To love, honour and cherish

My younger sister is getting married tomorrow. It has been a very busy few months, planning and preparing, on top of juggling three children.

It has also been a time when I have reflected on my own marriage, which was eleven years old a month ago. I have remembered standing at the threshold of the church, ready to step into a new life, brimming with expectation and hope.

Eleven years older and wiser, I ache for the wide eyed girl with her long hair and pre-baby body. Had we known how painful these years would be, how much we would hurt each other, how spiritually excruciating it is to cast two rough-cut sinners onto the shore and let the waves of life knock them together … perhaps we would not have taken those vows.

I read an online article a month ago, titled, “Stop telling us marriage is hard”. It was on a Christian website, and I sympathised with the writer. It must be terribly defeating to be engaged and newly married, and have all us older, weather-beaten couples throw cold water on your dewy-eyed romance. But I suspect that the writer was young, and fairly new to this marriage game. Because everything they wrote to affirm marriage (how it is designed to bring joy and togetherness, blessing and unity) though absolutely true, and certainly to be affirmed … comes at a cost, of which they seemed to be blissfully unaware (as I was, as a new bride).

For unity in marriage comes at the price of humility. As long as I am decrying the speck in my husband’s eye while ignoring the plank in my own, I am tearing down my marriage with my own two hands. And unless both partners come to realise their own sinfulness the marriage is destined for some rocky times. So either your marriage is difficult, or you have to face up to your own weaknesses. Either way is painful.

Blessing in marriage comes at the price of self-sacrifice. Again, the choice that lies before us as a husband or wife is to continue in our selfish, pre-marital ways, make life miserable for our partner, and potentially doom the marriage; or to lay our lives down in submission and service. To screw the lid back on the toothpaste because you know how much it irritates your partner. To clean up the kitchen even though it’s nine o’clock and all you want to do is lay your tired body down on the sofa for an hour and watch TV, because you know your partner finds it stressful to come down to a messy kitchen in the morning. To get up at 3 a.m. to see to a crying child, and spare your partner again and again.

Joy in marriage comes at the price of forgiveness. Because you are sinners. Because you are weak and human and you will fail each other, big time, at some point in your marriage. It might not be porn, or an affair, or an addiction (though it may well be). But it might be dissatisfaction, or laziness, or selfishness in spending, or a failure to cherish and love the other person. We can hold on to bitterness or we can let ourselves and our silly pride go, and forgive, and choose love, again and again if necessary.

Happiness in marriage comes at the price of faithfulness. Life will throw you curve balls. Sometimes just living is enough, especially with small children. There will be times when your sex life dwindles. Times when you feel like house mates rather than husband and wife. There will be times when life changes add stress to an already hectic life as you move house, have babies, change jobs. There will be times of crisis and long-term illness. In all these times we can allow our hearts and minds to wander, or we can remain faithful, holding onto the promises we made, perhaps many years ago now. We can live in the image of the God who made us, who remains at all times. But sometimes it will hurt.

So here is what I would say to that girl, standing at the door of the church as the guitar struck up, searching for her beloved at the front of the church … hold on tightly to your Saviour, it’s going to be a rough ride. But if you hold on through the years, if you wait, and pray, and love faithfully, you will find something far more precious than a happy marriage, though that is possible. You will find your rough edges smoothing out, your corners that scrape and poke your husband slowly rounding, and beneath that miserable surface … you may just find the diamond of faith and love gleaming in the darkness.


Aim of the exercise> The answer should be one number only, namely how many lines of the records hold the word "burst".

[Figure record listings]
---*---
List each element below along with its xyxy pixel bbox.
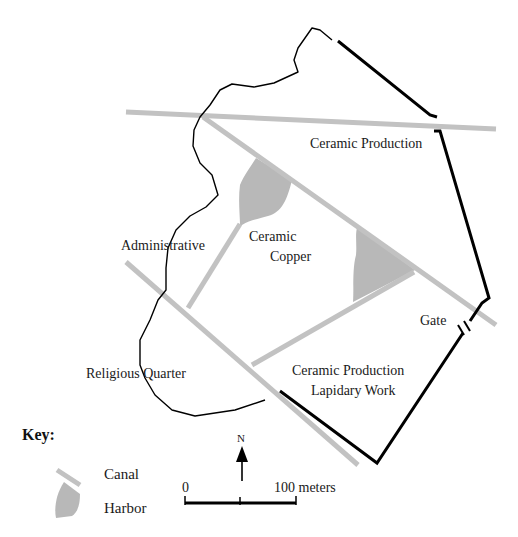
label-copper: Copper: [270, 249, 311, 265]
key-label-harbor: Harbor: [104, 500, 146, 516]
gate-tick-2: [464, 321, 470, 331]
north-arrow-label: N: [237, 430, 245, 446]
scale-start-label: 0: [182, 480, 189, 496]
label-lapidary-work: Lapidary Work: [311, 383, 396, 399]
key-label-canal: Canal: [104, 466, 139, 482]
scale-end-label: 100 meters: [274, 480, 336, 496]
wall-north-segment: [338, 41, 437, 117]
key-canal-symbol: [57, 470, 80, 485]
label-religious-quarter: Religious Quarter: [86, 366, 186, 382]
label-administrative: Administrative: [121, 238, 205, 254]
label-gate: Gate: [420, 313, 446, 329]
label-ceramic-production-north: Ceramic Production: [310, 136, 422, 152]
key-title: Key:: [22, 426, 55, 444]
canal-branch-east: [252, 272, 414, 365]
canal-branch-west: [188, 224, 240, 308]
label-ceramic: Ceramic: [249, 229, 296, 245]
harbor-north: [239, 158, 292, 225]
key-harbor-symbol: [55, 482, 80, 518]
site-map: [0, 0, 518, 537]
label-ceramic-production-south: Ceramic Production: [292, 363, 404, 379]
wall-east-segment: [434, 131, 489, 321]
canal-north: [126, 112, 496, 129]
scale-bar: [185, 496, 296, 505]
north-arrow-icon: [236, 446, 248, 462]
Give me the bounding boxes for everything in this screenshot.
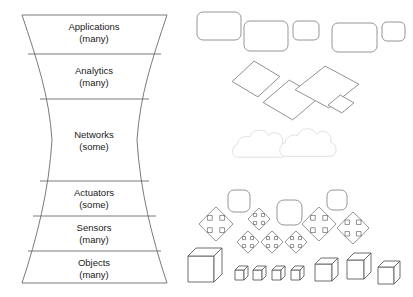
diagram-canvas: Applications (many) Analytics (many) Net… xyxy=(0,0,413,297)
actuator-square-0 xyxy=(228,190,250,212)
network-clouds-group xyxy=(232,129,336,157)
object-cube-0-front xyxy=(188,256,214,282)
application-rect-2 xyxy=(293,21,319,40)
application-rect-0 xyxy=(197,12,241,40)
application-rect-3 xyxy=(332,23,377,52)
object-cube-2 xyxy=(253,266,266,280)
object-cube-4-front xyxy=(291,270,300,280)
object-cube-5-front xyxy=(315,264,332,281)
application-rect-4 xyxy=(382,22,405,41)
network-cloud-1 xyxy=(280,129,336,157)
actuator-square-1 xyxy=(277,200,302,225)
object-cube-3 xyxy=(272,266,285,280)
object-cube-2-front xyxy=(253,270,262,280)
sensor-burst-2 xyxy=(302,207,336,241)
object-cube-6 xyxy=(347,253,371,279)
object-cube-7-front xyxy=(378,267,394,284)
application-rect-1 xyxy=(244,21,288,51)
object-cube-1-front xyxy=(235,270,244,280)
sensor-burst-5 xyxy=(261,231,283,253)
sensor-burst-4 xyxy=(237,231,259,253)
analytics-diamonds-group xyxy=(230,59,360,123)
network-cloud-0 xyxy=(232,130,287,157)
sensor-burst-6 xyxy=(285,231,307,253)
actuator-square-2 xyxy=(327,190,347,210)
object-cube-5 xyxy=(315,258,338,281)
object-cube-0 xyxy=(188,248,222,282)
object-cube-6-front xyxy=(347,260,364,279)
sensor-burst-1 xyxy=(248,208,270,230)
application-rectangles-group xyxy=(197,12,405,52)
illustration-svg xyxy=(0,0,413,297)
object-cube-7 xyxy=(378,261,400,284)
sensor-burst-3 xyxy=(337,212,369,244)
object-cubes-group xyxy=(188,248,400,284)
object-cube-3-front xyxy=(272,270,281,280)
sensor-burst-0 xyxy=(199,207,233,241)
object-cube-4 xyxy=(291,266,304,280)
object-cube-1 xyxy=(235,266,248,280)
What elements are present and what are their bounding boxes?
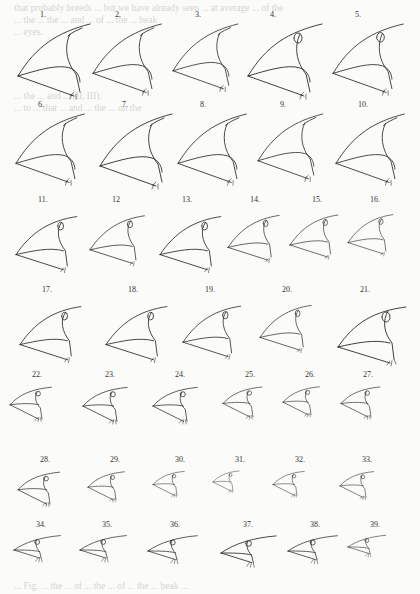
beak-drawing-icon — [85, 10, 165, 90]
beak-drawing-icon — [340, 195, 420, 275]
beak-drawing-icon — [145, 370, 225, 450]
beak-drawing-icon — [165, 10, 245, 90]
beak-drawing-icon — [8, 195, 88, 275]
beak-drawing-icon — [340, 520, 420, 594]
beak-drawing-icon — [325, 10, 405, 90]
beak-drawing-icon — [8, 100, 88, 180]
beak-drawing-icon — [2, 370, 82, 450]
beak-drawing-icon — [75, 370, 155, 450]
beak-drawing-icon — [250, 100, 330, 180]
beak-drawing-icon — [98, 285, 178, 365]
beak-drawing-icon — [252, 285, 332, 365]
beak-drawing-icon — [92, 100, 172, 180]
beak-drawing-icon — [330, 285, 410, 365]
beak-drawing-icon — [170, 100, 250, 180]
beak-drawing-icon — [12, 285, 92, 365]
beak-drawing-icon — [10, 10, 90, 90]
beak-drawing-icon — [140, 520, 220, 594]
beak-drawing-icon — [333, 370, 413, 450]
beak-drawing-icon — [82, 195, 162, 275]
beak-figure-plate: 1.2.3.4.5.6.7.8.9.10.11.1213.14.15.16.17… — [0, 0, 420, 594]
beak-drawing-icon — [328, 100, 408, 180]
beak-drawing-icon — [240, 10, 320, 90]
beak-drawing-icon — [175, 285, 255, 365]
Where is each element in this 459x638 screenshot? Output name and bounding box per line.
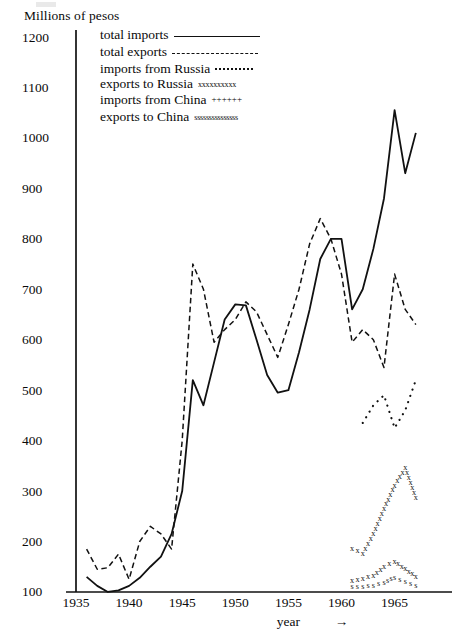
svg-text:s: s [366,581,369,590]
svg-text:x: x [366,572,370,581]
svg-text:x: x [414,572,418,581]
svg-text:s: s [393,573,396,582]
series-total-imports [87,110,416,592]
chart-container: Millions of pesos 1200110010009008007006… [0,0,459,638]
svg-text:s: s [404,577,407,586]
series-markers-exports-to-russia: xxxxxxxxxxxxxxxxxxxxxxxxxxx [350,463,418,558]
svg-text:s: s [356,582,359,591]
svg-text:s: s [372,581,375,590]
plot-area: xxxxxxxxxxxxxxxxxxxxxxxxxxxxxxxxxxxxxxxx… [0,0,459,638]
svg-text:s: s [409,579,412,588]
series-imports-from-russia [363,380,416,428]
svg-text:s: s [377,579,380,588]
svg-text:s: s [414,581,417,590]
svg-text:x: x [387,559,391,568]
svg-text:x: x [355,546,359,555]
svg-text:x: x [414,493,418,502]
svg-text:x: x [382,562,386,571]
svg-text:s: s [361,582,364,591]
svg-text:s: s [398,575,401,584]
svg-text:s: s [351,582,354,591]
svg-text:x: x [350,544,354,553]
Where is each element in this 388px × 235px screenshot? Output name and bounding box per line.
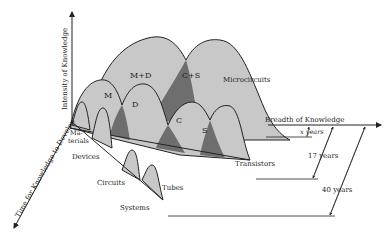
label-devices: Devices: [72, 153, 100, 161]
span-x-years: x years: [300, 128, 324, 136]
label-microcircuits: Microcircuits: [223, 76, 271, 84]
label-materials-2: terials: [68, 137, 89, 145]
intensity-axis-label: Intensity of Knowledge: [61, 28, 69, 110]
label-circuits: Circuits: [97, 179, 125, 187]
peak-label-c: C: [176, 116, 182, 125]
peak-label-d: D: [132, 100, 138, 109]
breadth-axis-label: Breadth of Knowledge: [265, 116, 344, 124]
label-transistors: Transistors: [235, 160, 275, 168]
label-tubes: Tubes: [162, 184, 184, 192]
label-systems: Systems: [120, 204, 150, 212]
span-40-years: 40 years: [322, 186, 353, 194]
peak-label-s: S: [202, 126, 207, 135]
peak-label-m: M: [104, 91, 112, 100]
time-axis-label: Time for Knowledge to Develop: [14, 118, 77, 219]
knowledge-development-diagram: Intensity of Knowledge Breadth of Knowle…: [0, 0, 388, 235]
label-materials-1: Ma-: [70, 129, 83, 137]
peak-label-cs: C+S: [182, 71, 200, 80]
peak-label-md: M+D: [130, 71, 151, 80]
span-17-years: 17 years: [308, 152, 339, 160]
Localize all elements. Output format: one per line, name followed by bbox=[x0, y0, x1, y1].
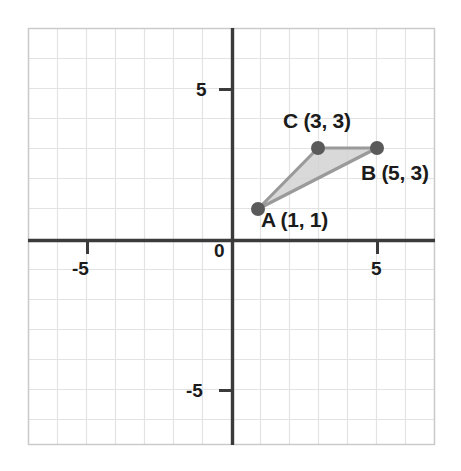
point-label-b: B (5, 3) bbox=[361, 161, 429, 185]
point-label-a: A (1, 1) bbox=[261, 208, 328, 232]
axis-label-x-pos5: 5 bbox=[371, 258, 381, 280]
axis-label-y-pos5: 5 bbox=[196, 79, 206, 101]
plot-canvas bbox=[0, 0, 461, 471]
data-point-c[interactable] bbox=[311, 141, 325, 155]
axis-label-y-neg5: -5 bbox=[186, 380, 203, 402]
coordinate-plane-figure: -5 5 5 -5 0 C (3, 3) B (5, 3) A (1, 1) bbox=[0, 0, 461, 471]
axis-label-x-neg5: -5 bbox=[72, 258, 89, 280]
point-label-c: C (3, 3) bbox=[283, 109, 351, 133]
data-point-b[interactable] bbox=[370, 141, 384, 155]
axis-label-origin: 0 bbox=[214, 240, 224, 262]
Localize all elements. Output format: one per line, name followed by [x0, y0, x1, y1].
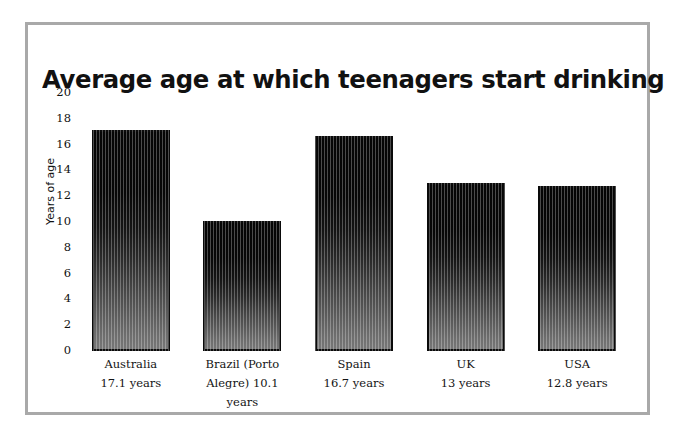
- x-tick-label-line: 12.8 years: [521, 374, 633, 393]
- x-tick-label-line: 13 years: [410, 374, 522, 393]
- x-tick-label-usa: USA12.8 years: [521, 355, 633, 393]
- x-tick-label-line: Brazil (Porto: [187, 355, 299, 374]
- figure-frame: Average age at which teenagers start dri…: [25, 22, 650, 415]
- bar-brazil-porto-alegre: [203, 221, 281, 351]
- y-tick-label-0: 0: [37, 345, 71, 357]
- x-tick-label-australia: Australia17.1 years: [75, 355, 187, 393]
- x-tick-label-line: years: [187, 393, 299, 412]
- bar-usa: [538, 186, 616, 351]
- chart-title: Average age at which teenagers start dri…: [42, 64, 639, 94]
- x-tick-label-brazil-porto-alegre: Brazil (PortoAlegre) 10.1years: [187, 355, 299, 412]
- bar-spain: [315, 136, 393, 351]
- x-axis-tick-labels: Australia17.1 yearsBrazil (PortoAlegre) …: [75, 355, 633, 417]
- x-tick-label-line: UK: [410, 355, 522, 374]
- x-tick-label-line: Australia: [75, 355, 187, 374]
- x-tick-label-line: Alegre) 10.1: [187, 374, 299, 393]
- bar-uk: [427, 183, 505, 351]
- x-tick-label-line: Spain: [298, 355, 410, 374]
- x-tick-label-line: 16.7 years: [298, 374, 410, 393]
- y-tick-label-2: 2: [37, 319, 71, 331]
- plot-area: [75, 93, 633, 351]
- y-tick-label-4: 4: [37, 293, 71, 305]
- y-axis-title: Years of age: [44, 137, 57, 247]
- bar-australia: [92, 130, 170, 351]
- screenshot-root: Average age at which teenagers start dri…: [0, 0, 675, 436]
- y-tick-label-6: 6: [37, 268, 71, 280]
- x-tick-label-uk: UK13 years: [410, 355, 522, 393]
- y-tick-label-20: 20: [37, 87, 71, 99]
- y-tick-label-18: 18: [37, 113, 71, 125]
- x-tick-label-line: 17.1 years: [75, 374, 187, 393]
- x-tick-label-spain: Spain16.7 years: [298, 355, 410, 393]
- x-tick-label-line: USA: [521, 355, 633, 374]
---*---
Task solution> 7